Federal Reserve reports tighter bank lending standards
The Federal Reserve reported Monday that more banks are tightening lending standards on home mortgages, other types of consumer loans and business loans in response to a spreading credit crisis.
The Fed said the percentage of banks reporting tighter lending standards was near historic highs for nearly all loan categories.
The survey, conducted in April, found that nearly two-thirds of banks surveyed had tightened lending standards on traditional home mortgages with 15 percent saying those standards had been tightened considerably.
But the survey found that the tougher lending standards extend far beyond home mortgages to other types of consumer debt such as credit cards and home equity lines of credit.
The current credit crisis began last year with rising defaults in the market for subprime loans, loans extended to borrowers with weak credit histories. Many of those subprime loans were packaged into mortgage-backed securities and sold to investors around the world.
Those investors, however, have pulled back from the subprime market and from other types of credit as losses have soared with the rising mortgage defaults.
As losses have mounted, more and more banks have grown reluctant to make loans and have been tightening up on standards. The Fed has been pumping billions of dollars into the banking system in an effort to encourage banks to keep lending to guard against the threat that the tighter credit could push the country into a deep recession.
However, working against this effort are the huge losses banks have occurred both on direct loans to consumers and businesses and in their own investments in such debt instruments as mortgage-backed securities. In reaction to the losses, banks have raised their own standards, especially because of the growing worries that the weak economy will make even more loans go bad.
"This survey reflects the high level of angst among banks involving the erosion of credit quality, rising delinquencies, foreclosures and defaults," said Mark Zandi, chief economist at Moody's Economy.com.
Analysts said the tightening up on credit card borrowing was coming at a particularly bad time given that slumping home prices have made it difficult for borrowers to tap their home equity lines of credit as a source of cash and many consumers have turned instead to using their credit cards.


- _TO DO_:
From the listing below, extract each line containing the string "diagonal".

---------- DATA

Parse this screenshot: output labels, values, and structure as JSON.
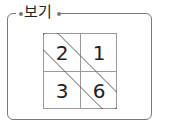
{
  "box": {
    "title": "보기",
    "border_color": "#7a7a7a"
  },
  "grid": {
    "cells": [
      {
        "row": 0,
        "col": 0,
        "value": "2"
      },
      {
        "row": 0,
        "col": 1,
        "value": "1"
      },
      {
        "row": 1,
        "col": 0,
        "value": "3"
      },
      {
        "row": 1,
        "col": 1,
        "value": "6"
      }
    ],
    "highlight": "diagonal loop enclosing 2 and 6"
  }
}
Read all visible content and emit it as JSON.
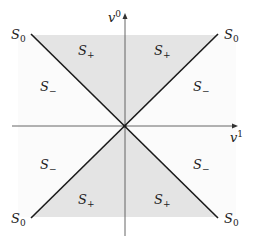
{
  "figure": {
    "type": "light-cone region diagram",
    "axes": {
      "horizontal": {
        "label": "v",
        "superscript": "1"
      },
      "vertical": {
        "label": "v",
        "superscript": "0"
      }
    },
    "regions": {
      "s_plus": {
        "base": "S",
        "sub": "+"
      },
      "s_minus": {
        "base": "S",
        "sub": "−"
      },
      "s_zero": {
        "base": "S",
        "sub": "0"
      }
    },
    "colors": {
      "shaded": "#e4e4e4",
      "unshaded": "#fbfbfb",
      "line": "#1a1a1a",
      "axis": "#555555"
    }
  }
}
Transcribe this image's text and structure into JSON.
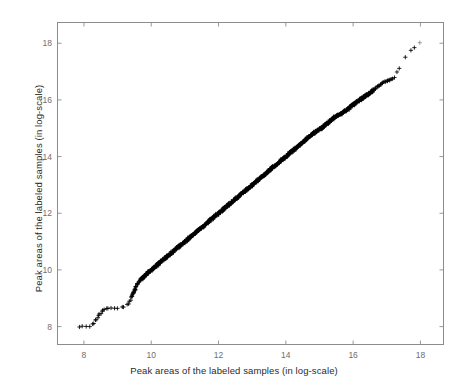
{
  "chart_data": {
    "type": "scatter",
    "title": "",
    "xlabel": "Peak areas of the labeled samples (in log-scale)",
    "ylabel": "Peak areas of the labeled samples (in log-scale)",
    "xlim": [
      7.2,
      18.7
    ],
    "ylim": [
      7.35,
      18.75
    ],
    "xticks": [
      8,
      10,
      12,
      14,
      16,
      18
    ],
    "yticks": [
      8,
      10,
      12,
      14,
      16,
      18
    ],
    "xticklabels": [
      "8",
      "10",
      "12",
      "14",
      "16",
      "18"
    ],
    "yticklabels": [
      "8",
      "10",
      "12",
      "14",
      "16",
      "18"
    ],
    "grid": false,
    "legend": false,
    "marker": "plus",
    "marker_color": "#000000",
    "marker_size": 3,
    "series": [
      {
        "name": "labeled samples",
        "description": "Near-identity diagonal band of peak areas; dense overlapping core from 9.6 to 16.5, sparse tails at both ends with a slight S-shaped departure from y=x.",
        "points": [
          [
            7.8,
            8.0
          ],
          [
            7.98,
            8.0
          ],
          [
            8.12,
            8.0
          ],
          [
            8.22,
            8.02
          ],
          [
            8.28,
            8.1
          ],
          [
            8.33,
            8.18
          ],
          [
            8.36,
            8.24
          ],
          [
            8.4,
            8.3
          ],
          [
            8.43,
            8.36
          ],
          [
            8.46,
            8.42
          ],
          [
            8.49,
            8.47
          ],
          [
            8.52,
            8.52
          ],
          [
            8.55,
            8.56
          ],
          [
            8.58,
            8.59
          ],
          [
            8.62,
            8.62
          ],
          [
            8.68,
            8.64
          ],
          [
            8.76,
            8.65
          ],
          [
            8.86,
            8.66
          ],
          [
            8.97,
            8.66
          ],
          [
            9.08,
            8.67
          ],
          [
            9.18,
            8.68
          ],
          [
            9.26,
            8.72
          ],
          [
            9.31,
            8.78
          ],
          [
            9.35,
            8.86
          ],
          [
            9.38,
            8.94
          ],
          [
            9.41,
            9.02
          ],
          [
            9.44,
            9.1
          ],
          [
            9.47,
            9.18
          ],
          [
            9.5,
            9.26
          ],
          [
            9.53,
            9.34
          ],
          [
            9.56,
            9.42
          ],
          [
            9.59,
            9.49
          ],
          [
            9.62,
            9.55
          ],
          [
            9.66,
            9.6
          ],
          [
            9.7,
            9.66
          ],
          [
            9.75,
            9.72
          ],
          [
            9.8,
            9.78
          ],
          [
            9.85,
            9.84
          ],
          [
            9.9,
            9.9
          ],
          [
            9.96,
            9.96
          ],
          [
            10.02,
            10.02
          ],
          [
            10.08,
            10.08
          ],
          [
            10.14,
            10.14
          ],
          [
            10.2,
            10.2
          ],
          [
            10.26,
            10.26
          ],
          [
            10.32,
            10.32
          ],
          [
            10.38,
            10.38
          ],
          [
            10.44,
            10.44
          ],
          [
            10.5,
            10.5
          ],
          [
            10.56,
            10.56
          ],
          [
            10.62,
            10.62
          ],
          [
            10.68,
            10.68
          ],
          [
            10.74,
            10.74
          ],
          [
            10.8,
            10.8
          ],
          [
            10.86,
            10.86
          ],
          [
            10.92,
            10.92
          ],
          [
            10.98,
            10.98
          ],
          [
            11.04,
            11.04
          ],
          [
            11.1,
            11.1
          ],
          [
            11.16,
            11.16
          ],
          [
            11.22,
            11.22
          ],
          [
            11.28,
            11.28
          ],
          [
            11.34,
            11.34
          ],
          [
            11.4,
            11.4
          ],
          [
            11.46,
            11.46
          ],
          [
            11.52,
            11.52
          ],
          [
            11.58,
            11.58
          ],
          [
            11.64,
            11.64
          ],
          [
            11.7,
            11.7
          ],
          [
            11.76,
            11.76
          ],
          [
            11.82,
            11.82
          ],
          [
            11.88,
            11.88
          ],
          [
            11.94,
            11.94
          ],
          [
            12.0,
            12.0
          ],
          [
            12.06,
            12.06
          ],
          [
            12.12,
            12.12
          ],
          [
            12.18,
            12.18
          ],
          [
            12.24,
            12.24
          ],
          [
            12.3,
            12.3
          ],
          [
            12.36,
            12.36
          ],
          [
            12.42,
            12.42
          ],
          [
            12.48,
            12.48
          ],
          [
            12.54,
            12.54
          ],
          [
            12.6,
            12.6
          ],
          [
            12.66,
            12.66
          ],
          [
            12.72,
            12.72
          ],
          [
            12.78,
            12.78
          ],
          [
            12.84,
            12.84
          ],
          [
            12.9,
            12.9
          ],
          [
            12.96,
            12.96
          ],
          [
            13.02,
            13.02
          ],
          [
            13.08,
            13.08
          ],
          [
            13.14,
            13.14
          ],
          [
            13.2,
            13.2
          ],
          [
            13.26,
            13.26
          ],
          [
            13.32,
            13.32
          ],
          [
            13.38,
            13.38
          ],
          [
            13.44,
            13.44
          ],
          [
            13.5,
            13.5
          ],
          [
            13.56,
            13.56
          ],
          [
            13.62,
            13.62
          ],
          [
            13.68,
            13.68
          ],
          [
            13.74,
            13.74
          ],
          [
            13.8,
            13.8
          ],
          [
            13.86,
            13.86
          ],
          [
            13.92,
            13.92
          ],
          [
            13.98,
            13.98
          ],
          [
            14.04,
            14.04
          ],
          [
            14.1,
            14.1
          ],
          [
            14.16,
            14.16
          ],
          [
            14.22,
            14.22
          ],
          [
            14.28,
            14.28
          ],
          [
            14.34,
            14.34
          ],
          [
            14.4,
            14.4
          ],
          [
            14.46,
            14.46
          ],
          [
            14.52,
            14.52
          ],
          [
            14.58,
            14.58
          ],
          [
            14.64,
            14.64
          ],
          [
            14.7,
            14.7
          ],
          [
            14.76,
            14.76
          ],
          [
            14.82,
            14.82
          ],
          [
            14.88,
            14.88
          ],
          [
            14.94,
            14.92
          ],
          [
            15.0,
            14.96
          ],
          [
            15.06,
            15.0
          ],
          [
            15.12,
            15.06
          ],
          [
            15.18,
            15.12
          ],
          [
            15.24,
            15.18
          ],
          [
            15.3,
            15.24
          ],
          [
            15.36,
            15.3
          ],
          [
            15.42,
            15.36
          ],
          [
            15.48,
            15.41
          ],
          [
            15.54,
            15.45
          ],
          [
            15.6,
            15.49
          ],
          [
            15.66,
            15.53
          ],
          [
            15.73,
            15.58
          ],
          [
            15.8,
            15.64
          ],
          [
            15.87,
            15.7
          ],
          [
            15.93,
            15.76
          ],
          [
            15.99,
            15.82
          ],
          [
            16.05,
            15.88
          ],
          [
            16.11,
            15.93
          ],
          [
            16.17,
            15.98
          ],
          [
            16.23,
            16.03
          ],
          [
            16.29,
            16.08
          ],
          [
            16.35,
            16.13
          ],
          [
            16.41,
            16.18
          ],
          [
            16.47,
            16.23
          ],
          [
            16.54,
            16.29
          ],
          [
            16.61,
            16.36
          ],
          [
            16.68,
            16.43
          ],
          [
            16.75,
            16.5
          ],
          [
            16.82,
            16.56
          ],
          [
            16.89,
            16.61
          ],
          [
            16.95,
            16.64
          ],
          [
            17.01,
            16.67
          ],
          [
            17.07,
            16.7
          ],
          [
            17.13,
            16.73
          ],
          [
            17.19,
            16.76
          ],
          [
            17.27,
            16.86
          ],
          [
            17.33,
            17.02
          ],
          [
            17.38,
            17.18
          ],
          [
            17.62,
            17.62
          ],
          [
            17.98,
            18.02
          ]
        ]
      }
    ]
  },
  "axes": {
    "x_axis_label": "Peak areas of the labeled samples (in log-scale)",
    "y_axis_label": "Peak areas of the labeled samples (in log-scale)"
  }
}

--------------------

- _ANSWER FOR THE TASK_:
    "highlight": "diagonal loop enclosing 2 and 6"
        "description": "Near-identity diagonal band of peak areas; dense overlapping core from 9.6 to 16.5, sparse tails at both ends with a slight S-shaped departure from y=x.",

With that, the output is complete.